Medial View and the Hilum
If you’re drawing the inner surface of a lung (the side facing the other lung), you need to include the hilum. This is the area on the medial surface where the main bronchus, blood vessels, and nerves enter the lung. Draw it as an oval or triangular depression roughly in the center of the inner face. From this spot, sketch the bronchus entering the lung along with one or two large vessels (the pulmonary artery bringing blood in and pulmonary veins carrying it out). The bronchus is typically positioned toward the back, with the artery above it and the veins below and in front.
On the left lung, the cardiac impression is a large concave area on the medial surface below and in front of the hilum, where the heart presses against the lung.

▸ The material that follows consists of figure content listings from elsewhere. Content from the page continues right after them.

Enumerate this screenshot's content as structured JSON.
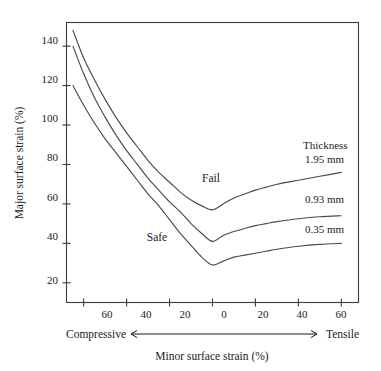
{
  "chart_data": {
    "type": "line",
    "title": "",
    "xlabel": "Minor surface strain (%)",
    "ylabel": "Major surface strain (%)",
    "xlim": [
      -68,
      68
    ],
    "ylim": [
      10,
      152
    ],
    "grid": false,
    "legend_position": "inside-right",
    "x_ticks": [
      -60,
      -40,
      -20,
      0,
      20,
      40,
      60
    ],
    "x_tick_labels": [
      "60",
      "40",
      "20",
      "0",
      "20",
      "40",
      "60"
    ],
    "y_ticks": [
      20,
      40,
      60,
      80,
      100,
      120,
      140
    ],
    "y_tick_labels": [
      "20",
      "40",
      "60",
      "80",
      "100",
      "120",
      "140"
    ],
    "direction_left_label": "Compressive",
    "direction_right_label": "Tensile",
    "annotations": [
      {
        "text": "Fail",
        "x": -8,
        "y": 80
      },
      {
        "text": "Safe",
        "x": -36,
        "y": 40
      },
      {
        "text": "Thickness",
        "x": 34,
        "y": 92
      }
    ],
    "series": [
      {
        "name": "1.95 mm",
        "label": "1.95 mm",
        "points": [
          [
            -65,
            148
          ],
          [
            -60,
            134
          ],
          [
            -55,
            123
          ],
          [
            -50,
            113
          ],
          [
            -45,
            104
          ],
          [
            -40,
            96
          ],
          [
            -35,
            89
          ],
          [
            -30,
            82
          ],
          [
            -25,
            76
          ],
          [
            -20,
            71
          ],
          [
            -15,
            66
          ],
          [
            -10,
            62
          ],
          [
            -5,
            59
          ],
          [
            0,
            57
          ],
          [
            5,
            60
          ],
          [
            10,
            63
          ],
          [
            15,
            65
          ],
          [
            20,
            67
          ],
          [
            25,
            68.5
          ],
          [
            30,
            70
          ],
          [
            40,
            72
          ],
          [
            50,
            74
          ],
          [
            60,
            76
          ]
        ]
      },
      {
        "name": "0.93 mm",
        "label": "0.93 mm",
        "points": [
          [
            -65,
            140
          ],
          [
            -60,
            126
          ],
          [
            -55,
            114
          ],
          [
            -50,
            104
          ],
          [
            -45,
            95
          ],
          [
            -40,
            87
          ],
          [
            -35,
            80
          ],
          [
            -30,
            73
          ],
          [
            -25,
            67
          ],
          [
            -20,
            61
          ],
          [
            -15,
            56
          ],
          [
            -10,
            50
          ],
          [
            -5,
            45
          ],
          [
            0,
            41
          ],
          [
            5,
            44
          ],
          [
            10,
            46
          ],
          [
            15,
            47.5
          ],
          [
            20,
            49
          ],
          [
            25,
            50
          ],
          [
            30,
            51
          ],
          [
            40,
            52.5
          ],
          [
            50,
            53.5
          ],
          [
            60,
            54
          ]
        ]
      },
      {
        "name": "0.35 mm",
        "label": "0.35 mm",
        "points": [
          [
            -65,
            120
          ],
          [
            -60,
            110
          ],
          [
            -55,
            101
          ],
          [
            -50,
            93
          ],
          [
            -45,
            86
          ],
          [
            -40,
            79
          ],
          [
            -35,
            72
          ],
          [
            -30,
            65
          ],
          [
            -25,
            59
          ],
          [
            -20,
            52
          ],
          [
            -15,
            45
          ],
          [
            -10,
            39
          ],
          [
            -5,
            33
          ],
          [
            0,
            29
          ],
          [
            5,
            31
          ],
          [
            10,
            33
          ],
          [
            15,
            34
          ],
          [
            20,
            35
          ],
          [
            25,
            36
          ],
          [
            30,
            37
          ],
          [
            40,
            38.5
          ],
          [
            50,
            39.5
          ],
          [
            60,
            40
          ]
        ]
      }
    ]
  },
  "axes": {
    "y_title": "Major surface strain (%)",
    "x_title": "Minor surface strain (%)",
    "left_direction": "Compressive",
    "right_direction": "Tensile"
  },
  "labels": {
    "fail": "Fail",
    "safe": "Safe",
    "thickness_header": "Thickness",
    "series_1": "1.95 mm",
    "series_2": "0.93 mm",
    "series_3": "0.35 mm"
  },
  "y_ticks": {
    "t0": "20",
    "t1": "40",
    "t2": "60",
    "t3": "80",
    "t4": "100",
    "t5": "120",
    "t6": "140"
  },
  "x_ticks": {
    "t0": "60",
    "t1": "40",
    "t2": "20",
    "t3": "0",
    "t4": "20",
    "t5": "40",
    "t6": "60"
  },
  "colors": {
    "curve": "#4a4a4a",
    "frame": "#3b3b3b",
    "text": "#1a1a1a",
    "background": "#ffffff"
  }
}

Draw this as a broad, shallow indentation taking up much of the lower medial surface.
Proportions to Check Before Finishing
Before finalizing your drawing, verify a few proportions. The thick back border of each lung spans from roughly the level of the seventh neck vertebra down to the tenth thoracic vertebra, giving the lung considerable height. The apex rises above the first rib. The right lung should look visibly wider but slightly shorter than the left. The trachea should split into its two branches roughly at the center of the chest, behind the upper part of the breastbone.
If you’re drawing both lungs from the front, keep a visible gap between them (the mediastinum) where the heart, trachea, and major blood vessels sit. This space is wider at the bottom, especially on the left side where the cardiac notch opens up. Making this gap too narrow is one of the most common mistakes, as it leaves no room for the heart and makes the drawing look anatomically off.